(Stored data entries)

---*---

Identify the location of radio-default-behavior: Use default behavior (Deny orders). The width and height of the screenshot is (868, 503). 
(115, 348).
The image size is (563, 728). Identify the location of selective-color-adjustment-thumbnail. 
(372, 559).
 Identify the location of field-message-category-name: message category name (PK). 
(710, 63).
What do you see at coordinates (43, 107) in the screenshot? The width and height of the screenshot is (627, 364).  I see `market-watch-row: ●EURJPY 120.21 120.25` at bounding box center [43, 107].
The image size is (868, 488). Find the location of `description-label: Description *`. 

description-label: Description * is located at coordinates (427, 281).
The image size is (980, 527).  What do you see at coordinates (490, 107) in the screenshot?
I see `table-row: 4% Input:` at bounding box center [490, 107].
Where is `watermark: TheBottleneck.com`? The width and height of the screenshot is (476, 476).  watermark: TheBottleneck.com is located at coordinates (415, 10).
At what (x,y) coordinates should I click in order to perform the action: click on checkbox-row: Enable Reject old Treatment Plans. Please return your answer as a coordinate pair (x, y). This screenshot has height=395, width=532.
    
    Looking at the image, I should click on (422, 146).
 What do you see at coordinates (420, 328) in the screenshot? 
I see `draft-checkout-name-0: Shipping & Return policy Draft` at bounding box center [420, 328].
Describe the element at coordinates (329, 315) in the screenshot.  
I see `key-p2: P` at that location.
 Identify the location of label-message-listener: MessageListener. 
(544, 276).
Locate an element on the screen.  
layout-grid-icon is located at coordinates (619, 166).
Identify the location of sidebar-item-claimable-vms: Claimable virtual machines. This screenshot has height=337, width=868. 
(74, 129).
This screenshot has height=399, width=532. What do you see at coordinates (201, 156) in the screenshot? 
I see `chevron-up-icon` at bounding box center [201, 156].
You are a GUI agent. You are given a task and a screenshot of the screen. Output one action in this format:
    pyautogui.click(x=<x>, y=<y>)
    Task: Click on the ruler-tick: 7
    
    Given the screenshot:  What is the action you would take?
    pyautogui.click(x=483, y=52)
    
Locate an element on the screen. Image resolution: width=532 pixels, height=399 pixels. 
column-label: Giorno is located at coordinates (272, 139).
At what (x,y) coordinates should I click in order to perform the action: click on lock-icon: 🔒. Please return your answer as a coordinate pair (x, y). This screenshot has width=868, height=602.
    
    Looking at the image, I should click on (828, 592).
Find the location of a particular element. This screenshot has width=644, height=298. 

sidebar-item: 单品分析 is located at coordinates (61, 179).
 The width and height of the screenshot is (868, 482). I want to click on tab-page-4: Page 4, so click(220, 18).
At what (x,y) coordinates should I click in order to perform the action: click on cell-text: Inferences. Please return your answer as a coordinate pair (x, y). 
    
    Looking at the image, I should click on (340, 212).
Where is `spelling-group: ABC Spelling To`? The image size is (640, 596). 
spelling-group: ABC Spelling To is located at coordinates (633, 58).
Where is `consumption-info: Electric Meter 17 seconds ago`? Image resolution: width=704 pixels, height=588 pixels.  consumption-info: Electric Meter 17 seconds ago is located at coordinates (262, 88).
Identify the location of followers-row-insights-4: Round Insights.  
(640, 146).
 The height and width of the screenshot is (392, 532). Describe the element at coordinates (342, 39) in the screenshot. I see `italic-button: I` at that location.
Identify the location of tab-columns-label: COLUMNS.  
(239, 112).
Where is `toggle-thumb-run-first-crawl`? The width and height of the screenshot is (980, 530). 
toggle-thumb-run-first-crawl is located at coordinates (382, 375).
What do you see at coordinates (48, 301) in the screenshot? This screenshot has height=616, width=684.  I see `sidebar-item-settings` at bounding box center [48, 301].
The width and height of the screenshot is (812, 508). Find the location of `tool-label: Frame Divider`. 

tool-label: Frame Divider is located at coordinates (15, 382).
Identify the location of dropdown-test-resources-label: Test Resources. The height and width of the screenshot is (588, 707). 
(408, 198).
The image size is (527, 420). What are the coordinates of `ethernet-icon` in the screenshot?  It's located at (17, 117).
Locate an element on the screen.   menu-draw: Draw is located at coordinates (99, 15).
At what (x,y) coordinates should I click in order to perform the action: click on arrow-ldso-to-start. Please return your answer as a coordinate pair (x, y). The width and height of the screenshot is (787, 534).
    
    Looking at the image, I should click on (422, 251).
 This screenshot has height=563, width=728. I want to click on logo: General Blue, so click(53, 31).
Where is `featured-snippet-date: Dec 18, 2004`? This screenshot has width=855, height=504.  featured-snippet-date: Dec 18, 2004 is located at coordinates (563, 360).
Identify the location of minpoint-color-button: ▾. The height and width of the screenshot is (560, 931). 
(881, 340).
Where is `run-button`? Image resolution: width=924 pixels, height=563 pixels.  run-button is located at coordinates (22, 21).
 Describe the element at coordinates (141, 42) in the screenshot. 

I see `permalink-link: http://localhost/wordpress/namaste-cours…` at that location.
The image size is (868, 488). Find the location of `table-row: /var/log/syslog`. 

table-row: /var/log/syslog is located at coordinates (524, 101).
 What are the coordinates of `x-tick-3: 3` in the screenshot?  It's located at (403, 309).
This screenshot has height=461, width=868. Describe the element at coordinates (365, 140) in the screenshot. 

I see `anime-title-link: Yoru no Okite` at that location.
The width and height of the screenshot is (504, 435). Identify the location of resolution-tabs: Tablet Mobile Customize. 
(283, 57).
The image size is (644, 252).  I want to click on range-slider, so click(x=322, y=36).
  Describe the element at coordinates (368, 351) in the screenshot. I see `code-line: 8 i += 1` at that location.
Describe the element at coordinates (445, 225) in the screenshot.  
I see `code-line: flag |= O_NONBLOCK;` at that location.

---*---

* _Problem to work on_: Would you please restate all of the entries exactly?

* _Response to this task_:
Identify the location of radio-default-behavior: Use default behavior (Deny orders). The width and height of the screenshot is (868, 503). 
(115, 348).
The image size is (563, 728). Identify the location of selective-color-adjustment-thumbnail. 
(372, 559).
 Identify the location of field-message-category-name: message category name (PK). 
(710, 63).
What do you see at coordinates (43, 107) in the screenshot? The width and height of the screenshot is (627, 364).  I see `market-watch-row: ●EURJPY 120.21 120.25` at bounding box center [43, 107].
The image size is (868, 488). Find the location of `description-label: Description *`. 

description-label: Description * is located at coordinates (427, 281).
The image size is (980, 527).  What do you see at coordinates (490, 107) in the screenshot?
I see `table-row: 4% Input:` at bounding box center [490, 107].
Where is `watermark: TheBottleneck.com`? The width and height of the screenshot is (476, 476).  watermark: TheBottleneck.com is located at coordinates (415, 10).
At what (x,y) coordinates should I click in order to perform the action: click on checkbox-row: Enable Reject old Treatment Plans. Please return your answer as a coordinate pair (x, y). This screenshot has height=395, width=532.
    
    Looking at the image, I should click on (422, 146).
 What do you see at coordinates (420, 328) in the screenshot? 
I see `draft-checkout-name-0: Shipping & Return policy Draft` at bounding box center [420, 328].
Describe the element at coordinates (329, 315) in the screenshot.  
I see `key-p2: P` at that location.
 Identify the location of label-message-listener: MessageListener. 
(544, 276).
Locate an element on the screen.  
layout-grid-icon is located at coordinates (619, 166).
Identify the location of sidebar-item-claimable-vms: Claimable virtual machines. This screenshot has height=337, width=868. 
(74, 129).
This screenshot has height=399, width=532. What do you see at coordinates (201, 156) in the screenshot? 
I see `chevron-up-icon` at bounding box center [201, 156].
You are a GUI agent. You are given a task and a screenshot of the screen. Output one action in this format:
    pyautogui.click(x=<x>, y=<y>)
    Task: Click on the ruler-tick: 7
    
    Given the screenshot:  What is the action you would take?
    pyautogui.click(x=483, y=52)
    
Locate an element on the screen. Image resolution: width=532 pixels, height=399 pixels. 
column-label: Giorno is located at coordinates (272, 139).
At what (x,y) coordinates should I click in order to perform the action: click on lock-icon: 🔒. Please return your answer as a coordinate pair (x, y). This screenshot has width=868, height=602.
    
    Looking at the image, I should click on (828, 592).
Find the location of a particular element. This screenshot has width=644, height=298. 

sidebar-item: 单品分析 is located at coordinates (61, 179).
 The width and height of the screenshot is (868, 482). I want to click on tab-page-4: Page 4, so click(220, 18).
At what (x,y) coordinates should I click in order to perform the action: click on cell-text: Inferences. Please return your answer as a coordinate pair (x, y). 
    
    Looking at the image, I should click on (340, 212).
Where is `spelling-group: ABC Spelling To`? The image size is (640, 596). 
spelling-group: ABC Spelling To is located at coordinates (633, 58).
Where is `consumption-info: Electric Meter 17 seconds ago`? Image resolution: width=704 pixels, height=588 pixels.  consumption-info: Electric Meter 17 seconds ago is located at coordinates (262, 88).
Identify the location of followers-row-insights-4: Round Insights.  
(640, 146).
 The height and width of the screenshot is (392, 532). Describe the element at coordinates (342, 39) in the screenshot. I see `italic-button: I` at that location.
Identify the location of tab-columns-label: COLUMNS.  
(239, 112).
Where is `toggle-thumb-run-first-crawl`? The width and height of the screenshot is (980, 530). 
toggle-thumb-run-first-crawl is located at coordinates (382, 375).
What do you see at coordinates (48, 301) in the screenshot? This screenshot has height=616, width=684.  I see `sidebar-item-settings` at bounding box center [48, 301].
The width and height of the screenshot is (812, 508). Find the location of `tool-label: Frame Divider`. 

tool-label: Frame Divider is located at coordinates (15, 382).
Identify the location of dropdown-test-resources-label: Test Resources. The height and width of the screenshot is (588, 707). 
(408, 198).
The image size is (527, 420). What are the coordinates of `ethernet-icon` in the screenshot?  It's located at (17, 117).
Locate an element on the screen.   menu-draw: Draw is located at coordinates (99, 15).
At what (x,y) coordinates should I click in order to perform the action: click on arrow-ldso-to-start. Please return your answer as a coordinate pair (x, y). The width and height of the screenshot is (787, 534).
    
    Looking at the image, I should click on (422, 251).
 This screenshot has height=563, width=728. I want to click on logo: General Blue, so click(53, 31).
Where is `featured-snippet-date: Dec 18, 2004`? This screenshot has width=855, height=504.  featured-snippet-date: Dec 18, 2004 is located at coordinates (563, 360).
Identify the location of minpoint-color-button: ▾. The height and width of the screenshot is (560, 931). 
(881, 340).
Where is `run-button`? Image resolution: width=924 pixels, height=563 pixels.  run-button is located at coordinates (22, 21).
 Describe the element at coordinates (141, 42) in the screenshot. 

I see `permalink-link: http://localhost/wordpress/namaste-cours…` at that location.
The image size is (868, 488). Find the location of `table-row: /var/log/syslog`. 

table-row: /var/log/syslog is located at coordinates (524, 101).
 What are the coordinates of `x-tick-3: 3` in the screenshot?  It's located at (403, 309).
This screenshot has height=461, width=868. Describe the element at coordinates (365, 140) in the screenshot. 

I see `anime-title-link: Yoru no Okite` at that location.
The width and height of the screenshot is (504, 435). Identify the location of resolution-tabs: Tablet Mobile Customize. 
(283, 57).
The image size is (644, 252).  I want to click on range-slider, so click(x=322, y=36).
  Describe the element at coordinates (368, 351) in the screenshot. I see `code-line: 8 i += 1` at that location.
Describe the element at coordinates (445, 225) in the screenshot.  
I see `code-line: flag |= O_NONBLOCK;` at that location.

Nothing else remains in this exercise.